Justine Triet, director of ‘Anatomy of a Fall,’ became the third woman to win the Palme d’Or at the Cannes Film Festival on Saturday, beating 20 other films competing for the top prize.
France’s Triet called it “amazing” that she was only the third woman to direct a winning film and said the decision was encouraging for the future.
“We are at the beginning of profound changes in this regard,” he said after receiving the award.
Triet used his award speech to criticize the way the protest against pension reforms in France “has been shockingly denied and repressed” and said more room needs to be given to young filmmakers to make mistakes and start over from the beginning.
Triet, who had already been nominated for the film “Sibyl” in 2019, won the award this time in competition with veteran directors such as Hirokazu Kore-eda, Ken Loach and Wim Wenders, all with at least one Palme d’Or. .
She joins New Zealander Jane Campion and Frenchwoman Julia Ducournau as the third woman to win the Palme d’Or at Cannes, which this year included a record seven female directors nominated.
Jane Fonda, who presented the award, said that one day the women who win this kind of award will be normal, not historical.

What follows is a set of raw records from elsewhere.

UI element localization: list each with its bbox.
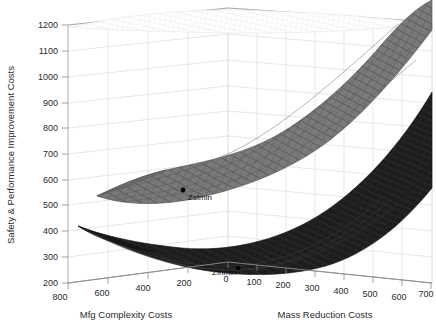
z-tick-1000: 1000	[38, 72, 58, 82]
surface-plot-figure: 1200 1100 1000 900 800 700 600 500 400 3…	[0, 0, 436, 326]
mass-tick-400: 400	[333, 286, 348, 296]
z-tick-1100: 1100	[39, 46, 58, 56]
mass-tick-600: 600	[391, 292, 406, 302]
mfg-tick-600: 600	[94, 288, 109, 298]
mfg-axis-title: Mfg Complexity Costs	[80, 309, 173, 320]
mfg-tick-800: 800	[52, 292, 67, 302]
z-tick-900: 900	[43, 98, 58, 108]
plot-canvas: 1200 1100 1000 900 800 700 600 500 400 3…	[0, 0, 436, 326]
mass-tick-500: 500	[362, 289, 377, 299]
z-axis: 1200 1100 1000 900 800 700 600 500 400 3…	[38, 20, 68, 288]
z-axis-title: Safety & Performance Improvement Costs	[5, 66, 16, 244]
mass-axis-title: Mass Reduction Costs	[277, 309, 372, 320]
mass-tick-200: 200	[275, 280, 290, 290]
z-tick-800: 800	[43, 123, 58, 133]
zstmin-label: Zstmin	[188, 193, 212, 202]
z-tick-600: 600	[43, 175, 58, 185]
zfnmin-label: Zfnmin	[212, 268, 236, 277]
z-tick-1200: 1200	[38, 20, 58, 30]
mass-tick-100: 100	[246, 277, 261, 287]
z-tick-700: 700	[43, 149, 58, 159]
zfnmin-marker	[236, 266, 240, 270]
mass-tick-300: 300	[304, 283, 319, 293]
mfg-tick-200: 200	[176, 278, 191, 288]
mass-tick-700: 700	[418, 289, 433, 299]
zstmin-marker	[181, 188, 186, 193]
z-tick-300: 300	[43, 252, 58, 262]
z-tick-500: 500	[43, 200, 58, 210]
z-tick-400: 400	[43, 226, 58, 236]
mfg-tick-400: 400	[135, 283, 150, 293]
z-tick-200: 200	[43, 278, 58, 288]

“We still have a long way to go. But even so, we need to celebrate change when it happens,” said the activist and film icon.
The Grand Prix, the second most important recognition after the Palme d’Or, went to “The Zone of Interest”, by British director Jonathan Glazer, which tells the story of a family living near Auschwitz.
German actress Sandra Hueller starred in the two winning films. In “Anatomie d’une chute”, or “Anatomy of a fall”, in the English title, she plays a writer who is the main suspect in her husband’s death, while in “Zone of Interest” she is the commander’s wife. the Auschwitz extermination camp.
However, the Best Actress award went to Merve Dizdar, who plays a teacher in an isolated village in Turkey in Turkish director Nuri Bilge Ceylan’s ‘About Dry Grasses’.
The award for best actor went to the famous Japanese Koji Yakusho, who in Tokyo plays a toilet cleaner who is content to read books and listen to music in “Perfect Days”, by German director Wim Wenders.
“Kuolleet lehdet”, or “Fallen Leaves”, by Finnish Aki Kaurismaki, which returned to competition after more than a decade, won the jury prize.
French-Vietnamese director Tran Anh Hung took home the Best Director award for ‘The Pot-au-Feu’, a French food-focused film starring Juliette Binoche and Benoit Magimel as a married couple.